_Action item_: In the data below, the copy begins at the line containing "is (644, 349)." and runs through the last line; repeat those lines exactly, minus the pictures.

_Extracted entries_:
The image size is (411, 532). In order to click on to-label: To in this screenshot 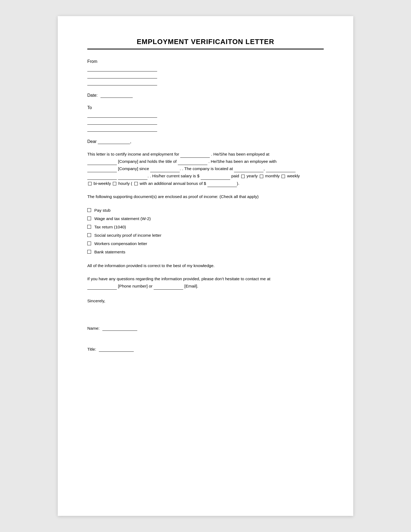, I will do `click(206, 108)`.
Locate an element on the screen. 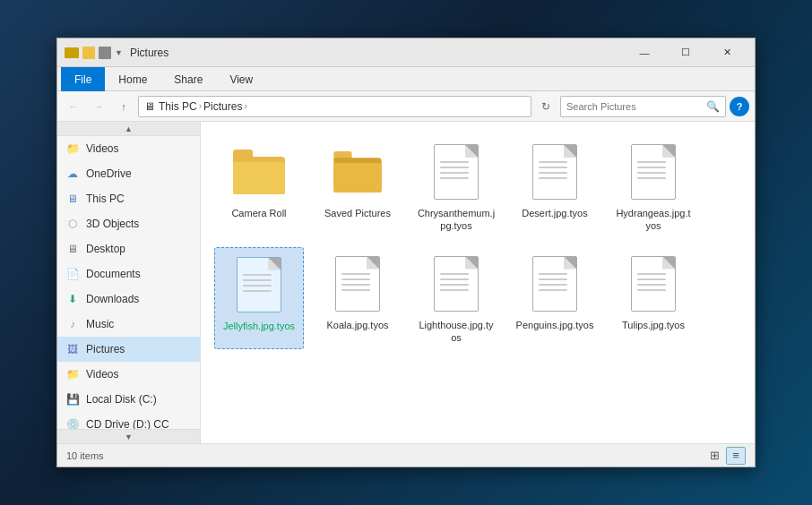 The width and height of the screenshot is (812, 505). doc-icon-penguins is located at coordinates (555, 284).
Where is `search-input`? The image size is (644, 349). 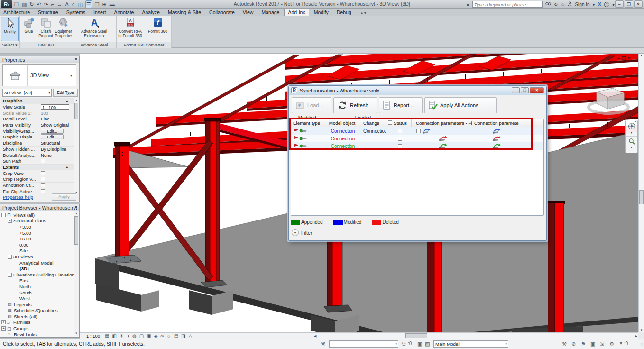
search-input is located at coordinates (507, 4).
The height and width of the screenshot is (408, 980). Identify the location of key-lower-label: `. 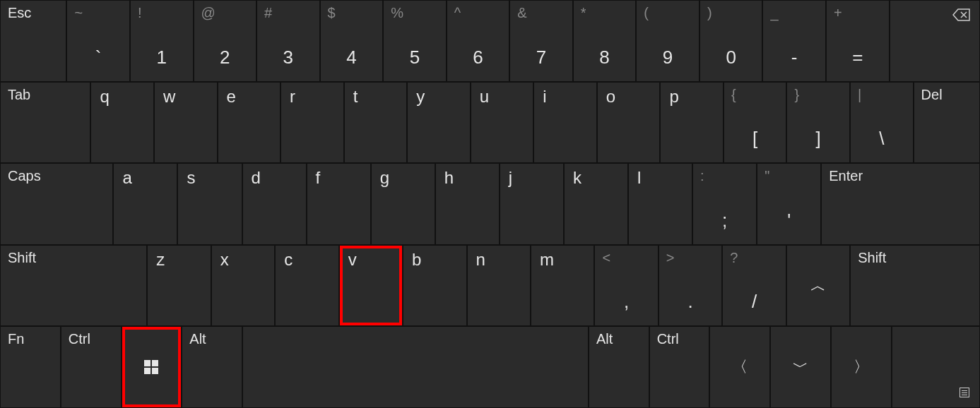
(99, 58).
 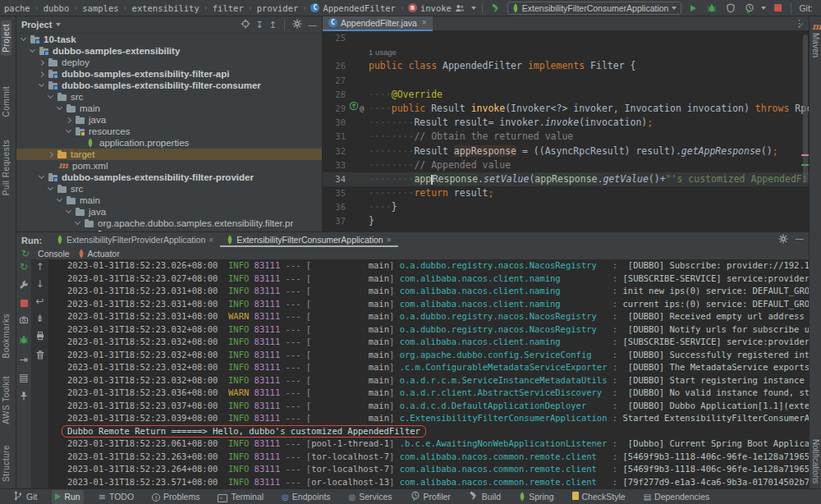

_Finished exercise_:
Where is `search-input`? The image size is (644, 349). 
search-input is located at coordinates (507, 4).
The height and width of the screenshot is (408, 980). Identify the location of key-lower-label: `. 
(99, 58).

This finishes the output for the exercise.